STRUCK BY SOARING PRICES
International sanctions have been a fact of life in Iran for decades and Tehran is adept at working round them.
But there are growing signs that ordinary people are feeling much more pain from them than in the past as inflation has soared in the last six months.
"I was struck by the high prices when I went to the grocery store yesterday," said Ahmad, 54, who owns a small fabric shop in Tehran's bazaar.
He said the price of apples had more than doubled in the past month and strawberries had almost tripled to 110,000 rials per kilo, or more than $6 at market rates.
"Little by little, even fruit is becoming a luxury."
Inflation is now officially running at about 20 percent, although economists say prices of the goods most Iranians worry about are rising much faster.
The country is undergoing what the government has called major economic surgery, in the form of cuts to the multi-billion dollar subsidies which for years have held down the price of essential goods such as fuel and food.
The value of the rial began to slip in January and traded at around 20,000 rials per dollar in February, up from 10,500 rials in December. It now stands at around 17,800 rials at market rates while the official rate is 12,260 rials to dollar.
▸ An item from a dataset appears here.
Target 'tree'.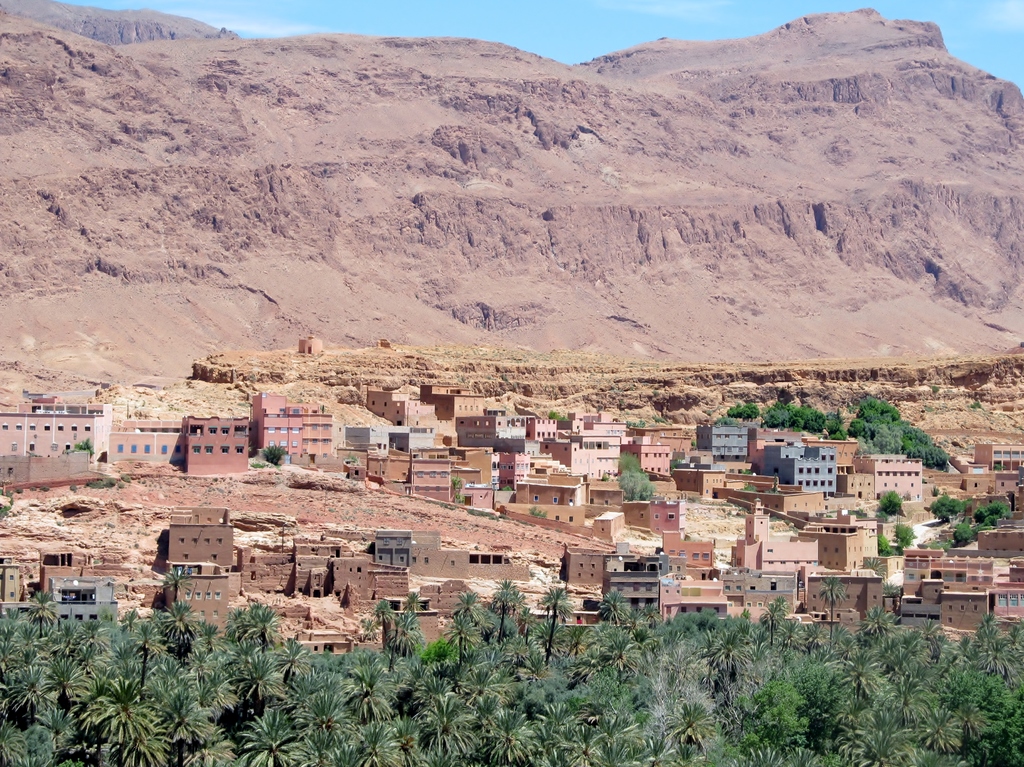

The price of petrol on the domestic market remains stable but taxi and public transport fares have gone up.
Sanctions are also painfully reshaping flows of goods for small enterprises, with one owner of an import company in Tehran saying he was forced to fire some workers recently after being forced to source his purchases from China instead of Europe.
"The shift caused a great deal of financial loss for us. I am not sure how much longer we can go on like this. We certainly will not be able to cope if financial sanctions on Iran intensify," the entrepreneur, who asked not be named, said.
HOMELESS OIL
On the export front, several big European companies have halted purchases of Iranian oil and others are winding down.
Iran had hoped that energy-hungry China and India, both major customers, would mop up much of the oil left homeless by European clients. That may not be the case.
"Our impression is that China and India have not been as helpful as the Iranians expected," said a senior Western oil executive, who declined to be identified.
"But it's very difficult to get a clear picture of how much oil is moving because they are deliberately cutting off communication."
Since early April, Tehran has been hiding the destination of its oil sales by switching off tracking systems on its tankers.
But barrels counted upon arrival in Iran's top four customers - China, India, Japan and South Korea - show a 20 percent decrease, or 357,000 bpd, so far this year, according to government data and industry sources.
That translates into a loss in revenue of roughly $35.7 million a day, or $4.3 billion in the first four months of this year, based on current Brent crude prices.
Iranian crude is sold at a discount of several dollars per barrel to benchmark dated Brent, so the actual losses are likely to be even higher.
Some relief has come from soaring prices earlier this year as Brent so far in 2012 is averaging $116 a barrel, up from 2011's $110, which was a record high. But reduced output and falling prices are making things worse very quickly.
From July 1, Morgan Stanley expects Iranian exports to fall by a further 150,000 bpd while the International Energy Agency has said they could almost halve by 1 million bpd.
That is putting Iran on course for a huge drop in oil revenues, while those of its rivals from the Organisation of the Petroleum Exporting Countries will hit a record.
According to the London-based Centre for Global Energy Studies, the strong oil price has put OPEC on a path to earn $911 billion from oil exports this year.
Iran - OPEC's second biggest producer - could see a 39 percent decrease this year to $44 billion, while Saudi Arabia is expected to see a $3 billion increase to $294 billion.
Belt tightening may be needed for Iran to withstand lower oil prices and exports after the EU sanctions take full effect.
"The only way around it will be for Iran to cut the budget, which has a lot of fat," said Varzi.